Balancing standardization with local needs: The experience of cross-sectoral healthcare stakeholders pioneering new approaches to home care in Ontario, Canada

Open Access
|Mar 2026

Abstract

Background: Seven Ontario Health Teams (OHTs), each a group of cross-sectoral health service organizations, were chosen by the Canadian province of Ontario to lead the modernization of home and community care. We explore how stakeholders across sectors experienced and negotiated the task of balancing standardization and local needs, required by this work.

Approach: As part of a qualitative evaluation of OHTs’ implementation plans, we conducted semi-structured interviews (26) and focus groups (4) with cross-sectoral participants, monthly interviews with team leads, and monthly observations of key team meetings with a subsection of three teams, from November 2023 to October 2024. Participants included senior managers from hospitals, home care and community organizations, physicians, care coordinators, patients, caregivers and OHT staff members. We also conducted a document review of relevant system-level guidance and OHT-level program proposals. We aimed to understand the key elements of each home care model and what helped and hindered its development. Results were shared with each OHT, allowing stakeholders the opportunity to provide input into and learn from our findings.

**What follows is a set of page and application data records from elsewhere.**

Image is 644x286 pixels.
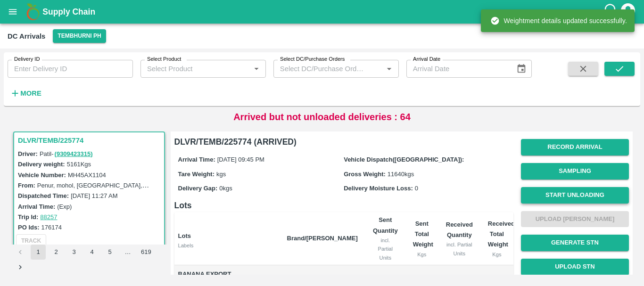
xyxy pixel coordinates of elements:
span: [DATE] 09:45 PM [217,156,265,163]
span: 0 kgs [219,185,232,192]
h3: DLVR/TEMB/225774 [18,135,163,147]
label: [DATE] 11:27 AM [71,192,118,199]
button: Open [250,62,262,75]
label: Driver: [18,150,37,157]
input: Select Product [143,62,248,75]
span: Patil - [39,150,94,157]
label: (Exp) [57,203,71,210]
div: incl. Partial Units [373,236,398,262]
label: MH45AX1104 [68,171,106,179]
button: Choose date [512,60,530,77]
label: Trip Id: [18,213,38,220]
a: Supply Chain [42,5,603,18]
a: (9309423315) [54,150,93,157]
span: Banana Export [178,269,279,280]
button: Go to page 3 [67,245,82,260]
button: Upload STN [521,258,628,275]
label: Delivery weight: [18,160,65,168]
label: Tare Weight: [178,171,215,177]
label: Delivery Gap: [178,185,218,192]
label: Delivery ID [14,56,39,63]
label: From: [18,182,35,189]
label: Arrival Time: [18,203,55,210]
button: Go to page 4 [84,245,99,260]
label: Select DC/Purchase Orders [280,56,345,63]
div: account of current user [620,2,637,22]
label: Arrival Time: [178,156,216,163]
img: logo [24,2,42,21]
h6: Lots [174,198,513,212]
input: Enter Delivery ID [7,60,133,77]
div: Labels [178,241,279,249]
b: Sent Quantity [373,216,398,234]
a: 88257 [40,213,57,220]
button: Sampling [521,163,628,179]
div: Kgs [488,250,506,258]
strong: More [20,90,41,97]
div: DC Arrivals [7,30,46,42]
b: Sent Total Weight [413,220,433,248]
button: page 1 [31,245,46,260]
button: Record Arrival [521,139,628,156]
div: … [120,248,135,257]
input: Select DC/Purchase Orders [276,62,368,75]
label: Delivery Moisture Loss: [343,185,413,192]
input: Arrival Date [406,60,509,77]
button: Generate STN [521,234,628,251]
label: Vehicle Number: [18,171,66,179]
button: More [7,85,44,101]
label: Gross Weight: [343,171,386,177]
div: customer-support [603,3,620,20]
b: Lots [178,232,191,239]
label: Vehicle Dispatch([GEOGRAPHIC_DATA]): [343,156,464,163]
p: Arrived but not unloaded deliveries : 64 [233,109,411,124]
label: Arrival Date [413,56,440,63]
div: incl. Partial Units [446,240,473,257]
button: Start Unloading [521,187,628,203]
div: Kgs [413,250,430,258]
div: Weightment details updated successfully. [490,12,627,29]
b: Supply Chain [42,7,95,16]
button: Open [383,62,395,75]
b: Brand/[PERSON_NAME] [287,234,358,242]
h6: DLVR/TEMB/225774 (ARRIVED) [174,135,513,148]
span: 0 [415,185,418,192]
button: Select DC [53,29,105,43]
span: kgs [216,171,226,177]
label: 176174 [41,224,62,231]
button: open drawer [2,1,24,22]
label: Dispatched Time: [18,192,69,199]
label: Penur, mohol, [GEOGRAPHIC_DATA], [GEOGRAPHIC_DATA], [GEOGRAPHIC_DATA] [37,181,275,189]
button: Go to next page [13,260,28,274]
b: Received Quantity [446,221,473,238]
label: PO Ids: [18,224,39,231]
label: Select Product [147,56,181,63]
b: Received Total Weight [488,220,515,248]
button: Go to page 619 [138,245,154,260]
label: 5161 Kgs [67,160,91,168]
span: 11640 kgs [388,171,413,177]
button: Go to page 2 [48,245,64,260]
nav: pagination navigation [12,245,167,274]
button: Go to page 5 [102,245,118,260]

Results: We focus here on a key theme that emerged from our data – the tension between the need to standardize while simultaneously catering to local needs. This tension manifested at system, sectoral, managerial, provider and patient levels. OHT stakeholders found that while system stakeholders had tasked them with testing new homegrown models of homecare delivery, their transformational ideas for how the care coordinator might work within the new models, for instance, were circumscribed by homecare accountability agreements, contracts and union regulations. The home care sector’s attempts to standardize its policies to ensure uniformity of patient experience was interpreted as a lack of understanding of local context by other OHT members. OHT managers’ attempts to test innovations at different sites to enable local adaptations was sometimes met with push back from providers working on the ground. Finally, patients and family members were concerned that the initiative did not account for what truly mattered to them. We found that the tension between localization and standardization could be mediated by experienced organizational leaders able to creatively navigate between both impulses, managers able to centre the voices of patients and family members, and patients and family members able to remind people of what mattered to them.

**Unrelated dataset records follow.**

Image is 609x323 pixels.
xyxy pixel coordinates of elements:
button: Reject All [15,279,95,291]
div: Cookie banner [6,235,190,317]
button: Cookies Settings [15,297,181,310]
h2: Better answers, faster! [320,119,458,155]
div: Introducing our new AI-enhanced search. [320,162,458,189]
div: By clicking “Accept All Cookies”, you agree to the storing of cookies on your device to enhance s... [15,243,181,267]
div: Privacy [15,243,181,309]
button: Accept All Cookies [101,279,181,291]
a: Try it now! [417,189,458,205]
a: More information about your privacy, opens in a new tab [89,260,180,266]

Implications: We identified the importance of communication a) across sectors, so that all stakeholders were aware of the pressures that a specific sector may be facing and the rationale for it, to mitigate the apportioning of blame, and b) with on-the-ground providers so that they understood the rationale for change and the value of them guiding it. We are in the process of sharing these findings with system and policy stakeholders as well, to build awareness of some of the challenges to innovation that are beyond the control of OHTs themselves. The audience for these findings includes other jurisdictions navigating the task of striking a balance between localization and standardization.

 

 

 

Language: English
Published on: Mar 24, 2026
Published by: Ubiquity Press
In partnership with: Paradigm Publishing Services
Publication frequency: 4 issues per year

© 2026 Gaya Embuldeniya, Kaileah McKellar, Walter Wodchis, published by Ubiquity Press
This work is licensed under the Creative Commons Attribution 4.0 License.